Our “Question of the Day” on the Margaritaville Casino, opening early next month within Flamingo Las Vegas ran before we got the design renderings from Caesars Entertainment. So, for those of you for whom the verbal descriptions of the sub-casino were inadequate, these pictures will hopefully be worth a couple thousand words.
A shootout at John Ascuaga’s Nugget has left two people wounded and one dead. Hostility between biker gangs is the probable cause. Perhaps the casino took the appropriate security measures but I suspect otherwise. If biker gangs are known to be in the area, a beefed-up and highly visible “prowl” is the only appropriate response. In Nevada, the “playing” favored by the Hell’s Angels and others is gun play on the casino floor. If a customer or two gets mowed down it the crossfire, well, them’s the breaks.
You read that right: El Bombastico has developed a sudden concern that adding 9,000 slots to Florida‘s existing inventory of 15,000 “will saturate the market with too many games,” in the words of the Miami Herald. In other words,
It’s amazing what you can do when you simply punt your debt burden a few years down the road. In the case of Caesars Entertainment, it means you’ve got
“A-list celebrity entertainment and production shows featured in two uniquely distinct Colosseum entertainment venues are planned. Caesars Palace Longmu Bay will host 36 holes of
Yes, there’s all manner of excitement and intrigue going on in the gaming world — like Las Vegas Sands issuing a dividend to shareholders — but I’ve not had much time for the S&G beat. With everyone at LVA HQ coming down to the wire on the second edition of Eating Las Vegas, I’ve been detailed as a one-man “Question of the Day” task force. Which means you’ve either read about or will soon read
“But land-based operators, particularly casinos, have one enormous disadvantage: They have all the expenses connected with massive real estate holdings and tens of thousands of employees. Online casinos are cheaper to set up and cost less to maintain, even including the costs of acquiring and keeping patrons.” — I. Nelson Rose, indirectly rebutting Gary Loveman‘s claim that legalized Internet gambling would generate 50,000 jobs in Las Vegas.
Increased funding for education is always the big selling point whenever gambling laws in Missouri are liberalized. This week, schools are finding out
Pinnacle Entertainment made out like a bandit, getting the tax assessment on its fast-rising River City (+11.5% last month) lopped from $284 million to $139 million. But that was peanuts compared to the markdown Caesars Entertainment got for Harrah’s Maryland Heights, depreciated from $440 million to a mere $152 million.

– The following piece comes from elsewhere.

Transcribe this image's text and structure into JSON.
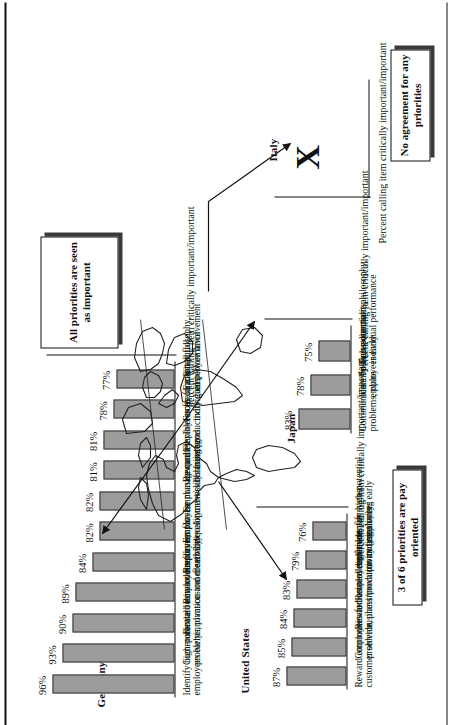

Last weekend, my wife and I were subjected treated to what is undoubtedly — without any question — the worst hotel stay of our lives. So-called Affinity Gaming wanted to show off its $8 million retrofit of Primm Valley Resort & Casino. Most of the money has, understandably, gone into the casino floor (we’d seen some new PTZ domes being hung over the table pit earlier this summer), with whatever largesse was left sprinkled around the remainder of the property. Hotel-corridor carpeting and wallpaper are new, for instance, although you could have fooled me. Some ancient-looking video poker machines were parked in the long, mostly empty passageway between the casino and the adjacent outlet mall, so an extension of the casino floor may be in the works.